Social mobile gets its own “roadmap”

After three workshops on three continents, conversations and meetings with countless NGOs, academics, researchers and technologists, and many hours of conference calls, W3C this week released their “Mobile Web for Social Development Roadmap”, a comprehensive document which sits at the heart of the wider work of the Mobile Web for Development Interest Group (MW4D).
According to the Roadmap document, its purpose is to help:
“… understand the current challenges of deploying development-oriented services on mobile phones, evaluate existing technologies, and identify the most promising directions to lower the barriers of developing, deploying and accessing services on mobile phones and thereby creating an enabling environment for more social-oriented services to appear”
The Roadmap is split into two distinct sections. The first covers challenges and issues in developing mobile tools for social development, and the second looks specifically at technology options. The primary audience are individuals, organisations and entrepreneurs interested in social mobile; the mobile industry itself; academics; international organisations and, finally, policy makers and regulatory bodies.
The Roadmap is very much a work-in-progress, and the MW4D Interest Group welcomes comments, recommendations and suggestions to help shape it as the work moves forward.

After three workshops on three continents, conversations and meetings with countless NGOs, academics, researchers and technologists, and many hours of conference calls, W3C this week released their “Mobile Web for Social Development Roadmap”, a comprehensive document which sits at the heart of the wider work of the Mobile Web for Development Interest Group (MW4D).

According to the Roadmap document, its purpose is to help:

“… understand the current challenges of deploying development-oriented services on mobile phones, evaluate existing technologies, and identify the most promising directions to lower the barriers of developing, deploying and accessing services on mobile phones and thereby creating an enabling environment for more social-oriented services to appear”

The Roadmap is split into two distinct sections.
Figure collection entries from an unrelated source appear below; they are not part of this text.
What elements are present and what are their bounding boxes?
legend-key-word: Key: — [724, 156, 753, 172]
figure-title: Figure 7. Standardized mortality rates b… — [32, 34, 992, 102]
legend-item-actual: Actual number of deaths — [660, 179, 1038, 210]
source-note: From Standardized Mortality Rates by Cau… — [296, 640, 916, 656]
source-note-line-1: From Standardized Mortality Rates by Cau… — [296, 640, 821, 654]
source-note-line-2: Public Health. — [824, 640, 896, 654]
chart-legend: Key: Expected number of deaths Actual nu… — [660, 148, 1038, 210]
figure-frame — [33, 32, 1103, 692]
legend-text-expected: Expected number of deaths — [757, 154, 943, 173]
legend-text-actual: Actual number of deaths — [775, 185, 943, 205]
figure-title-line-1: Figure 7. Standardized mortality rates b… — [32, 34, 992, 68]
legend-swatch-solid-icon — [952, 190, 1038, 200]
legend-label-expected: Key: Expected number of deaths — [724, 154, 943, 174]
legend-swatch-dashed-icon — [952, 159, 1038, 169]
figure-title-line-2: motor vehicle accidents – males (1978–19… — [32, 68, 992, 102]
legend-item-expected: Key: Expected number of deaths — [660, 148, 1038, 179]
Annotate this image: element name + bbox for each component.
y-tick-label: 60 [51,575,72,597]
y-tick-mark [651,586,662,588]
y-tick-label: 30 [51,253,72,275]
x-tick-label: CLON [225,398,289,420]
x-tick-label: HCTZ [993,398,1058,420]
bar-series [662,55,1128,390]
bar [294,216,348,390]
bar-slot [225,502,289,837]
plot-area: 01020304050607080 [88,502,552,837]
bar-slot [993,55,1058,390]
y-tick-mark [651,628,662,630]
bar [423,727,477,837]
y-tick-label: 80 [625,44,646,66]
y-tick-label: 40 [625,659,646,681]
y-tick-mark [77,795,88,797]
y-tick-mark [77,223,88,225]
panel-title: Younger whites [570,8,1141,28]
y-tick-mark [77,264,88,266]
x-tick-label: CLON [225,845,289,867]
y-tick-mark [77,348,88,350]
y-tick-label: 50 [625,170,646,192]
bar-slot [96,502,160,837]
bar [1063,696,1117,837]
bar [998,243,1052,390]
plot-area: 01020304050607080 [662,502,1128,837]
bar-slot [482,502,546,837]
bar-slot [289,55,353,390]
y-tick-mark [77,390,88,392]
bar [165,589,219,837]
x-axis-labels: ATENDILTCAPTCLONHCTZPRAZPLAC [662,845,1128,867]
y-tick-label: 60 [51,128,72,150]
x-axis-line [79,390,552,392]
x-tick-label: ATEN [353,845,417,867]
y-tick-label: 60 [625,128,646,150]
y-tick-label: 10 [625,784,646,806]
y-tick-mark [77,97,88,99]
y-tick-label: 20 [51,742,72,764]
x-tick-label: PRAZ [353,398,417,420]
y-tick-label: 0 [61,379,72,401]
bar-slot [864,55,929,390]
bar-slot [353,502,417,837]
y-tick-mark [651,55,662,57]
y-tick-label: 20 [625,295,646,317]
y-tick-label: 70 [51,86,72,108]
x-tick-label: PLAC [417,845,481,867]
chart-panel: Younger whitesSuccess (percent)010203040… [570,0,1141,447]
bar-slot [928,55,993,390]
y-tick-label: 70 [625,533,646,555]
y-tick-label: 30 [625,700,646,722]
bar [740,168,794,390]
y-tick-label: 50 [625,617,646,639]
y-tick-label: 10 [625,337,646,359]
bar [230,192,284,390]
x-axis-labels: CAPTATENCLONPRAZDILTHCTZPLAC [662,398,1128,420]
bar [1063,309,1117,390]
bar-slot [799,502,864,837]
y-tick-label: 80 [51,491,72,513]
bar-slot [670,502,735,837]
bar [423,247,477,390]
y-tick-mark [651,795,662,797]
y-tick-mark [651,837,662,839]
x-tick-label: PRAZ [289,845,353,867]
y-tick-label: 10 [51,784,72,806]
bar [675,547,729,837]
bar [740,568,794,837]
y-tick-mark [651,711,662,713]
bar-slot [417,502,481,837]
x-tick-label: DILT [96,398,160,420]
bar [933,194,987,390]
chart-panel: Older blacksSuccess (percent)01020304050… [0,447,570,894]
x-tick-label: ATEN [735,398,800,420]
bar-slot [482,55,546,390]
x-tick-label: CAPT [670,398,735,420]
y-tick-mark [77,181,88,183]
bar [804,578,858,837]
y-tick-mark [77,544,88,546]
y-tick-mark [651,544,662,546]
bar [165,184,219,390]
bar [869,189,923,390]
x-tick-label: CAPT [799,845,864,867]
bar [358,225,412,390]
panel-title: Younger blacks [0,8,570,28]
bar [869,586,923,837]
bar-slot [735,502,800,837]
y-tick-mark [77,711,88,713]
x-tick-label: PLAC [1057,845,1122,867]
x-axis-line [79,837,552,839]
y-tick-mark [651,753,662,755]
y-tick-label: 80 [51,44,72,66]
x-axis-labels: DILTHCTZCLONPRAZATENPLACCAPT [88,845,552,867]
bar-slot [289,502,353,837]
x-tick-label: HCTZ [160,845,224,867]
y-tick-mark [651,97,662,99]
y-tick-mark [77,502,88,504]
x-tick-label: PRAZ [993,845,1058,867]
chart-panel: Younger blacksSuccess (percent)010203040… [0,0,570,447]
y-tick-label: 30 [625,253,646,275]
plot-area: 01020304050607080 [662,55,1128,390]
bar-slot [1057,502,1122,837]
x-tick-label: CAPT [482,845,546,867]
The first covers challenges and issues in developing mobile tools for social development, and the second looks specifically at technology options. The primary audience are individuals, organisations and entrepreneurs interested in social mobile; the mobile industry itself; academics; international organisations and, finally, policy makers and regulatory bodies.

Question time in Sao Paulo (2008). Other meetings were held in Bangalore (India) in 2006, and Maputo (Mozambique) in 2009. Photo: Ken Banks, kiwanja.net

The Roadmap is very much a work-in-progress, and the MW4D Interest Group welcomes comments, recommendations and suggestions to help shape it as the work moves forward.

On the eve of India, fame at last? ;o)

I’m not sure if anything I’ve done before has ever made homepage news. Maybe FrontlineSMS when it hit the streets late last year? Or maybe wildlive!, backed by the ‘Vodafone factor’? Homepages have moved on, so I’ll never know…

So maybe the news of my impending trip to India, on the Reuters Digital Vision Program website, is my homepage debut. It’s only taken 13 years.


In just two days time I fly to Bangalore, my first ever visit to the Asian continent, to talk and Chair and scribe at the W3C Workshop on the Mobile Web in Developing Countries (they’re making the most of me over the two days, for sure). I was invited to apply, which is a new experience for me. Usually I have to beg, steal and borrow to get to these kinds of things, so some kind of recognition of my work is certainly a welcome change to my own personal little status quo. Being offered funding to fly there was also a new experience. And, of course, I’ll be planting a tree to offset my carbon emissions. Although it’s a long flight, so maybe that’ll need to be two?

I usually get extremely frustrated at these kinds of gatherings – lots of talk and hot air and often no tangible results to show for all the cost and effort. I’m hoping that this one will be different, and with such an active involvement in proceedings I have the best opportunity yet to have a positive impact. My presentation, not surprisingly, is about keeping the mobile web relevant. Because let’s not forget that this is not just about technology – at the end of that mouse, or mobile phone, is a real person. Someone with their own problems, issues, concerns and needs. By being there I hope to represent these people, and give them a voice in something which is more than likely, at some stage in their future, to have an impact of some kind on their lives.

You can find out a little more about the workshop on the W3C site, including a sneak preview of the presentation I will be giving. Lucky you.